Do any other readers have amusing ideas for journalistic eyewear which could lead to mistaken 'conclusions' about the facts?

9/30/2009 03:43:00 PM  
Anonymous Anonymous said...

well beer goggles, obviously, in Nick's case

9/30/2009 05:37:00 PM  
Anonymous Anonymous said...

"my experience of serious print journalists and broadcasters is that they do not engage in falsehood, distortion and propaganda."

Whenever I read a phrase like 'serious print journalists' I think of the demolition job Glenn Greenwald at Salon did of the real meaning of this phrase (e.g. 'journalists who toe the media line, including every dumb talking point the Republican noise machine spits out'). Martin Kettle is another example of someone forever waving his Seriousness about in public and expecting people to admire it.

[redpesto]

9/30/2009 11:02:00 PM  
Anonymous Anonymous said...

I was also thinking of Glenn Greenwald's analysis when I read Cohen's "apology". Greenwald's analysis is that "serious journalists" in practice mean those who repeat the inside-the-Beltway received wisdom, while often the received wisdom is wrong. Davies does what we expect of journalists, which is point out where the received wisdom is wrong. He gets little thanks for it, of course.

Guano

10/01/2009 07:12:00 AM  
Anonymous organic cheeseboard said...

I wonder if Cohen's experience of serious journalism bears any relation to how he treated his source in that recent 'Mathmos hate the libel laws' piece? You know, the one where he distorted everything he was told in order to provide propaganda for a cause he believes in?

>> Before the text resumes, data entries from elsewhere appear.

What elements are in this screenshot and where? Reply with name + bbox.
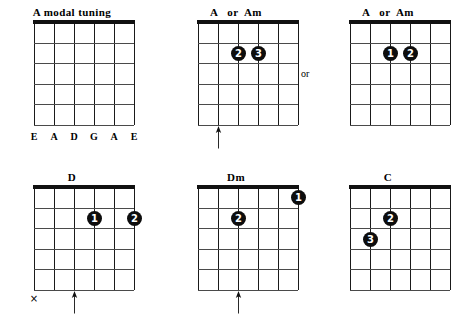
string-line-4	[410, 22, 411, 125]
chord-title-c: C	[318, 171, 458, 184]
string-label-1: E	[26, 131, 42, 142]
string-label-2: A	[46, 131, 62, 142]
fret-line-1	[350, 43, 450, 44]
fret-line-4	[34, 269, 134, 270]
string-line-3	[238, 187, 239, 290]
string-line-3	[390, 187, 391, 290]
nut-bar	[33, 185, 135, 189]
string-label-5: A	[106, 131, 122, 142]
string-line-6	[450, 187, 451, 290]
string-line-3	[74, 187, 75, 290]
finger-dot-1: 1	[291, 190, 306, 205]
muted-string-marker: ×	[28, 294, 40, 304]
fret-line-1	[34, 43, 134, 44]
chord-title-dm: Dm	[166, 171, 306, 184]
finger-dot-2: 2	[231, 46, 246, 61]
string-line-1	[350, 187, 351, 290]
fret-line-2	[34, 228, 134, 229]
or-connector-label: or	[301, 68, 309, 79]
string-line-1	[350, 22, 351, 125]
nut-bar	[349, 20, 451, 24]
string-label-3: D	[66, 131, 82, 142]
chord-title-a-or-am-1: A or Am	[166, 6, 306, 19]
string-line-1	[198, 187, 199, 290]
fretboard-grid-d: 12	[34, 187, 134, 290]
string-line-5	[430, 187, 431, 290]
fret-line-3	[34, 84, 134, 85]
string-line-2	[370, 22, 371, 125]
nut-bar	[197, 185, 299, 189]
string-line-6	[450, 22, 451, 125]
chord-title-a-modal-tuning: A modal tuning	[2, 6, 142, 19]
string-arrow-marker	[234, 291, 243, 315]
string-line-3	[238, 22, 239, 125]
finger-dot-2: 2	[231, 211, 246, 226]
fret-line-3	[350, 84, 450, 85]
string-line-1	[198, 22, 199, 125]
chord-title-d: D	[2, 171, 142, 184]
string-line-4	[258, 187, 259, 290]
string-line-4	[258, 22, 259, 125]
fret-line-1	[350, 208, 450, 209]
string-line-2	[54, 22, 55, 125]
string-label-6: E	[126, 131, 142, 142]
fret-line-2	[34, 63, 134, 64]
string-line-4	[410, 187, 411, 290]
nut-bar	[197, 20, 299, 24]
fretboard-grid-a-or-am-1: 23	[198, 22, 298, 125]
fret-line-3	[198, 249, 298, 250]
fret-line-3	[198, 84, 298, 85]
fret-line-1	[34, 208, 134, 209]
string-line-4	[94, 22, 95, 125]
string-line-6	[298, 22, 299, 125]
finger-dot-1: 1	[383, 46, 398, 61]
string-line-6	[134, 187, 135, 290]
fretboard-grid-c: 23	[350, 187, 450, 290]
string-arrow-marker	[214, 126, 223, 150]
finger-dot-3: 3	[251, 46, 266, 61]
fret-line-3	[350, 249, 450, 250]
string-line-5	[114, 187, 115, 290]
fret-line-4	[350, 104, 450, 105]
fret-line-4	[350, 269, 450, 270]
fret-line-5	[350, 125, 450, 126]
string-line-3	[74, 22, 75, 125]
finger-dot-2: 2	[403, 46, 418, 61]
string-line-5	[278, 22, 279, 125]
string-line-5	[430, 22, 431, 125]
fret-line-1	[198, 43, 298, 44]
fret-line-4	[198, 104, 298, 105]
string-line-1	[34, 187, 35, 290]
fret-line-2	[198, 63, 298, 64]
fret-line-5	[198, 290, 298, 291]
fret-line-5	[34, 125, 134, 126]
fret-line-2	[350, 63, 450, 64]
string-arrow-marker	[70, 291, 79, 315]
string-line-5	[278, 187, 279, 290]
fretboard-grid-a-or-am-2: 12	[350, 22, 450, 125]
fret-line-3	[34, 249, 134, 250]
fret-line-1	[198, 208, 298, 209]
string-line-1	[34, 22, 35, 125]
string-line-3	[390, 22, 391, 125]
fretboard-grid-a-modal-tuning	[34, 22, 134, 125]
string-line-2	[54, 187, 55, 290]
string-line-4	[94, 187, 95, 290]
finger-dot-1: 1	[87, 211, 102, 226]
fret-line-5	[350, 290, 450, 291]
fret-line-5	[198, 125, 298, 126]
chord-title-a-or-am-2: A or Am	[318, 6, 458, 19]
nut-bar	[33, 20, 135, 24]
fret-line-4	[34, 104, 134, 105]
fret-line-2	[350, 228, 450, 229]
finger-dot-2: 2	[383, 211, 398, 226]
string-line-2	[218, 22, 219, 125]
fret-line-5	[34, 290, 134, 291]
fret-line-2	[198, 228, 298, 229]
nut-bar	[349, 185, 451, 189]
finger-dot-3: 3	[363, 232, 378, 247]
fretboard-grid-dm: 12	[198, 187, 298, 290]
string-line-2	[218, 187, 219, 290]
string-label-4: G	[86, 131, 102, 142]
chord-chart-sheet: or A modal tuningEADGAEA or Am23A or Am1…	[0, 0, 467, 329]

I also liek the way he's banging the drum for seriousness and truthfulness in an 'apology' which actively lies about what he's apologising for.

This takes us back to my central problem with the way Nick writes on libel - he fronts as someone serious and idealistic but actively lies about the Singh case - the Eady interpretation of Singh's words is not 'unlikely' at all, it's linguistically very sound and is in no way a 'misinterpretation'. Cohen's banging on about how evil libel is misses another central problem - that Singh was caught out because he was writing lazily, as Nick does so, so often - as he certainly did about Nick Davies, hence no blog posts for the next month.

and how weird that he allies himself with Ben Goldacre, whose columns are really to do with exposing Bad Journalism, not Bad Science.

10/01/2009 07:25:00 AM  
Anonymous Anonymous said...

Goldacre is the man that Cohen wants to be. Actually, that's not true: Goldacre is the man that Cohen thinks he already is.